Miss USA 2017 Kara McCullough winning answer: See what Miss District of Columbia said [VIDEO]
Miss USA 2017 is Miss District of Columbia Kara McCullough, who will now go on to compete in the Miss Universe pageant. McCullough is the second beauty queen from the District of Columbia to win back-to-back Miss USA titles.
In 2016, District of Columbia resident Deshauna Barber took the crown home. Barber crowned McCullough in a star-studded ceremony on Sunday night at the Mandalay Bay Convention Center on the Las Vegas Strip.
The reigning beauty queen was asked if she thinks that affordable health care for all American citizens is a right or a privilege."I'm definitely going to say it's a privilege," McCullough said. "As a government employee, I am granted health care and I see firsthand that for one to have health care you need to have jobs so therefore we need to cultivate this environment that we're given the opportunity to have healthcare as well as jobs to all the American citizens worldwide."
Many viewers on Twitter, however, believed that McCullough's answer was not great. According to the critics, she should have said that healthcare is a right of every citizen in America. The Twitterverse also believed that first runner-up Chhavi Verg, Miss New Jersey USA, should have won the crown.
The second runner-up of the night was Miss Minnesota Meridith Gould, who is studying apparel retail merchandising at the University of Minnesota. McCullough and two other finalists were also asked later to explain the term feminist and if they consider themselves one. McCullough's answer took the cake here too.
She said that she would like to consider herself an “equalist” and she prefers “equalism” to feminism. "I don't want to call myself a feminist," she said. "Women, we are just as equal as men, especially in the workplace." McCullough majored in chemistry at South Carolina State University and now works as a scientist at the Nuclear Regulatory Commission.
Verg also impressed the judges with her answer on feminism. "Feminism is striving for equality and I do consider myself a feminist. I think it's a misconception when people believe that feminism is women being better than men. But it's really not. It's a fight for equality,” she said, adding that if people want a stable society, equality between men and women is of utmost importance. The 21-year-old is studying marketing and Spanish at Rutgers University. She will go to compete at the Miss World contest. She became the second Indian-American Miss New Jersey USA.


From the line with "I need the location" to the line with "find all labels, buttons, inputs, and", output every line below exactly, both ends included. Skip the pictures.

## ENTRIES PROVIDED
• • • • •

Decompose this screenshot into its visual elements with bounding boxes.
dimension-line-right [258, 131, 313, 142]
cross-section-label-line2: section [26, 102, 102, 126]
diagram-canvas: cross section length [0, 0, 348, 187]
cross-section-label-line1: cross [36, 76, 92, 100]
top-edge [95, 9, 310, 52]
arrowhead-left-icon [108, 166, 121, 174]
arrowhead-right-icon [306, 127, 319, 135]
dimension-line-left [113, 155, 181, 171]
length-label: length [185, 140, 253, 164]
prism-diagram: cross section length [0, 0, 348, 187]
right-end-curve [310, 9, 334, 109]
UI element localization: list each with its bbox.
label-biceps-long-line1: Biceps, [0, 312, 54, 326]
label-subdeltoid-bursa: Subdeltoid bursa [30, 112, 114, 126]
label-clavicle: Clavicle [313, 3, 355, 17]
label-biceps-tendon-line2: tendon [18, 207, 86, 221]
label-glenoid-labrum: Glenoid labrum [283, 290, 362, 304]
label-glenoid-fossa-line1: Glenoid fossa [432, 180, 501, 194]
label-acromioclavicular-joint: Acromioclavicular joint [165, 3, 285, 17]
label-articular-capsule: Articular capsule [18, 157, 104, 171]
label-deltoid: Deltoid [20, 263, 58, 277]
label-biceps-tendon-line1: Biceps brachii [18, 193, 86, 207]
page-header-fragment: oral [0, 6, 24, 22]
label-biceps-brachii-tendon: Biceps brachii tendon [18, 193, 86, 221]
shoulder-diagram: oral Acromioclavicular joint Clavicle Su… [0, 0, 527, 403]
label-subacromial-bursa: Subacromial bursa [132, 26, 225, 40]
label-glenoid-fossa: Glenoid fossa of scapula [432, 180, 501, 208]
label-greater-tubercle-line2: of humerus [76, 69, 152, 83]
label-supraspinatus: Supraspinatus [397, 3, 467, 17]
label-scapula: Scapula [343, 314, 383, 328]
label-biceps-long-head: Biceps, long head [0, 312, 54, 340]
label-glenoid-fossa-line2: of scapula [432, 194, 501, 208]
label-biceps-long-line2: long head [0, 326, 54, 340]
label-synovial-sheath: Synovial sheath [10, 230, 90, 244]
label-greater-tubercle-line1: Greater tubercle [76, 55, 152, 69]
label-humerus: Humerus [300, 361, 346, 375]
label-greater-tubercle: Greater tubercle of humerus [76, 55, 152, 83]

• • • • •

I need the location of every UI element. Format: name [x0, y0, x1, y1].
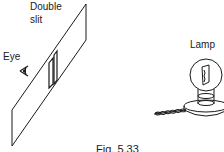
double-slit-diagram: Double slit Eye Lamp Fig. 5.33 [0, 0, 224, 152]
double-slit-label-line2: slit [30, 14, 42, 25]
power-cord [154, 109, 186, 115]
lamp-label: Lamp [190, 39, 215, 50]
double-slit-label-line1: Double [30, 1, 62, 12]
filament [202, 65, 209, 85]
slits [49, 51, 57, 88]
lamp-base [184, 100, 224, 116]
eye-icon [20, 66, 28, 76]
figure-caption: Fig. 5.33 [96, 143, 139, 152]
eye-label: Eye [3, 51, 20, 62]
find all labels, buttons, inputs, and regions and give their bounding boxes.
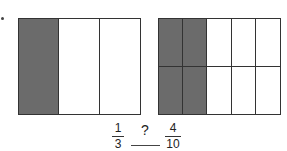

• • • • •

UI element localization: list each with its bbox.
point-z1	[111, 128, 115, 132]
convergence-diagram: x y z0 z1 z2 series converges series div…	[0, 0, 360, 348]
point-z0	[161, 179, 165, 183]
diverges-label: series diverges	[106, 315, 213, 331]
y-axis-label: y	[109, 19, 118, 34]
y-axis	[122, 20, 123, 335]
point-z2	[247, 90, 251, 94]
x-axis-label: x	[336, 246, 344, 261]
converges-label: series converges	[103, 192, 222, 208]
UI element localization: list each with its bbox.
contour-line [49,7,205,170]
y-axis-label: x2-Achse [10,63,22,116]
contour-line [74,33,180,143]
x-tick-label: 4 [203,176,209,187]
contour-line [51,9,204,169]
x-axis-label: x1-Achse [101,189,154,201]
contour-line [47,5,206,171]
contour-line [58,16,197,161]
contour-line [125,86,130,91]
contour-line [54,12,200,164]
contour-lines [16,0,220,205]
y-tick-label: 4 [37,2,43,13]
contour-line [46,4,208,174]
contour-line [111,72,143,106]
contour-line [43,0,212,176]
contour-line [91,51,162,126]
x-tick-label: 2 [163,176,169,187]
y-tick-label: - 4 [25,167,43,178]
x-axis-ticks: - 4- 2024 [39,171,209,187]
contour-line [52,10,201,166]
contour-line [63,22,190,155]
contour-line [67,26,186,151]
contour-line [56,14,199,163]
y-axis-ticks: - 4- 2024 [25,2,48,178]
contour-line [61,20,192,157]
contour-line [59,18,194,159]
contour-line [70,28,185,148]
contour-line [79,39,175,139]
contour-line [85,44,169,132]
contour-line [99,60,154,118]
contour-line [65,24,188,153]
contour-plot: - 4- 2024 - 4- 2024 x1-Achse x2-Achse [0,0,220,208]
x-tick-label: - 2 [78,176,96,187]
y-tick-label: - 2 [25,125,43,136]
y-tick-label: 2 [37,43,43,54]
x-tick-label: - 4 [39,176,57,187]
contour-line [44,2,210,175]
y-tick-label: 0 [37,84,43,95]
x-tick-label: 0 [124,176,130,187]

• • • • •

## ANSWER BOX
I need the location of every UI element. Format: name [x0, y0, x1, y1].
double-slit-diagram: Double slit Eye Lamp Fig. 5.33 [0, 0, 224, 152]
double-slit-label-line2: slit [30, 14, 42, 25]
power-cord [154, 109, 186, 115]
lamp-label: Lamp [190, 39, 215, 50]
double-slit-label-line1: Double [30, 1, 62, 12]
filament [202, 65, 209, 85]
slits [49, 51, 57, 88]
lamp-base [184, 100, 224, 116]
eye-icon [20, 66, 28, 76]
figure-caption: Fig. 5.33 [96, 143, 139, 152]
eye-label: Eye [3, 51, 20, 62]
find all labels, buttons, inputs, and regions and give their bounding boxes.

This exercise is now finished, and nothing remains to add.